4.2 Bearing on the Positional Faithfulness vs. Markedness Debate The principle of positional faithfulness can explain our results, because we observe that speakers avoid mismatches in strong positions in puns, and the avoidance of mismatches in strong positions is what positional faithfulness demands (Beckman, 1997). Positional markedness on the other hand has nothing to say about the results because it evaluates the wellformedness of one form only, but it does not demand anything about the relation between two forms (Zoll, 1998).5 Overall, therefore, our experiments provide inde- pendent support for the principle of positional faithfulness that speakers avoid mismatches in phonetically and psycholinguistically strong positions. 4.3 Concluding Discussion
Before closing this paper, we would like to address one final issue.

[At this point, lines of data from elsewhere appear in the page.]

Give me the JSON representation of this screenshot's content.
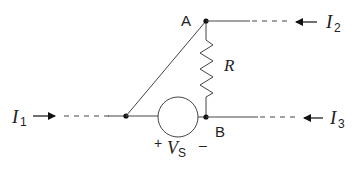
{
  "diagram": {
    "type": "circuit",
    "nodes": {
      "A": {
        "label": "A"
      },
      "B": {
        "label": "B"
      }
    },
    "resistor": {
      "label": "R"
    },
    "source": {
      "label_main": "V",
      "label_sub": "S",
      "plus": "+",
      "minus": "–"
    },
    "currents": [
      {
        "main": "I",
        "sub": "1",
        "direction": "right"
      },
      {
        "main": "I",
        "sub": "2",
        "direction": "left"
      },
      {
        "main": "I",
        "sub": "3",
        "direction": "left"
      }
    ],
    "colors": {
      "wire": "#444444",
      "text": "#222222",
      "background": "#ffffff"
    }
  }
}
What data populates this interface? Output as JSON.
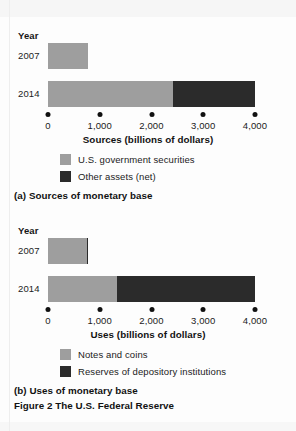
{
  "figure": {
    "caption": "Figure 2  The U.S. Federal Reserve"
  },
  "panels": [
    {
      "id": "a",
      "caption": "(a) Sources of monetary base",
      "year_axis_label": "Year",
      "axis_title": "Sources (billions of dollars)",
      "legend": [
        {
          "label": "U.S. government securities",
          "color": "#9e9e9e"
        },
        {
          "label": "Other assets (net)",
          "color": "#2b2b2b"
        }
      ],
      "rows": [
        {
          "label": "2007"
        },
        {
          "label": "2014"
        }
      ],
      "ticks": [
        "0",
        "1,000",
        "2,000",
        "3,000",
        "4,000"
      ]
    },
    {
      "id": "b",
      "caption": "(b) Uses of monetary base",
      "year_axis_label": "Year",
      "axis_title": "Uses (billions of dollars)",
      "legend": [
        {
          "label": "Notes and coins",
          "color": "#9e9e9e"
        },
        {
          "label": "Reserves of depository institutions",
          "color": "#2b2b2b"
        }
      ],
      "rows": [
        {
          "label": "2007"
        },
        {
          "label": "2014"
        }
      ],
      "ticks": [
        "0",
        "1,000",
        "2,000",
        "3,000",
        "4,000"
      ]
    }
  ],
  "chart_data": [
    {
      "type": "bar",
      "orientation": "horizontal",
      "stacked": true,
      "title": "(a) Sources of monetary base",
      "xlabel": "Sources (billions of dollars)",
      "ylabel": "Year",
      "categories": [
        "2007",
        "2014"
      ],
      "xlim": [
        0,
        4000
      ],
      "xticks": [
        0,
        1000,
        2000,
        3000,
        4000
      ],
      "xticklabels": [
        "0",
        "1,000",
        "2,000",
        "3,000",
        "4,000"
      ],
      "grid": false,
      "legend_position": "below-axis",
      "series": [
        {
          "name": "U.S. government securities",
          "color": "#9e9e9e",
          "values": [
            770,
            2415
          ]
        },
        {
          "name": "Other assets (net)",
          "color": "#2b2b2b",
          "values": [
            0,
            1585
          ]
        }
      ],
      "totals": [
        770,
        4000
      ]
    },
    {
      "type": "bar",
      "orientation": "horizontal",
      "stacked": true,
      "title": "(b) Uses of monetary base",
      "xlabel": "Uses (billions of dollars)",
      "ylabel": "Year",
      "categories": [
        "2007",
        "2014"
      ],
      "xlim": [
        0,
        4000
      ],
      "xticks": [
        0,
        1000,
        2000,
        3000,
        4000
      ],
      "xticklabels": [
        "0",
        "1,000",
        "2,000",
        "3,000",
        "4,000"
      ],
      "grid": false,
      "legend_position": "below-axis",
      "series": [
        {
          "name": "Notes and coins",
          "color": "#9e9e9e",
          "values": [
            750,
            1335
          ]
        },
        {
          "name": "Reserves of depository institutions",
          "color": "#2b2b2b",
          "values": [
            30,
            2665
          ]
        }
      ],
      "totals": [
        780,
        4000
      ]
    }
  ],
  "axis_geometry": {
    "x0_px": 48,
    "px_per_unit": 0.05175
  }
}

One may argue that our argument is based on “para-linguistic patterns”. How- ever, we find non-trivial parallels between pun patterns and phonology (Kawahara, 2009; Kawahara and Shinohara, 2009), and we would miss the parallels if we treated them separately. In other words, to the extent that we find parallels between pun patterns and phonology, which we hope to have shown that we do in this paper, it is effective to use verbal art patterns to investigate our knowledge of similarity. To conclude, our paper supports the general strategy to probe our linguistic knowledge through the analysis of verbal art patterns.
Acknowledgments
The experiments reported in this paper are a part of a larger project, which investigates knowledge of similarity through puns, as outlined in Kawahara (2009). Further information about this general project can be found at the first author’s website. An earlier version of Experiment 1 was performed as BA thesis research by Nobuhiro Yoshida at Tokyo University of Agricul- ture and Technology. Experiment 1 was also presented as Kawahara, Shi- nohara, & Yoshida (2008b). We are grateful to the audiences at Sophia University (07/19/2008), the Language, Communication, and Cognition
5 We do not wish to imply that positional markedness constraints are not necessary—they do not explain our results.
(Brighton University, 08/04/2008), and the 18th meeting of Japa- nese/Korean Linguistics (City University of New York, 11/13/2008). We finally would like to thank Kazu Kurisu, Kyoko Yamaguchi, and Betsy Wang for comments on earlier versions of this paper. The usual disclaimer applies. This paper supersedes the section 3 of Kawahara (2009).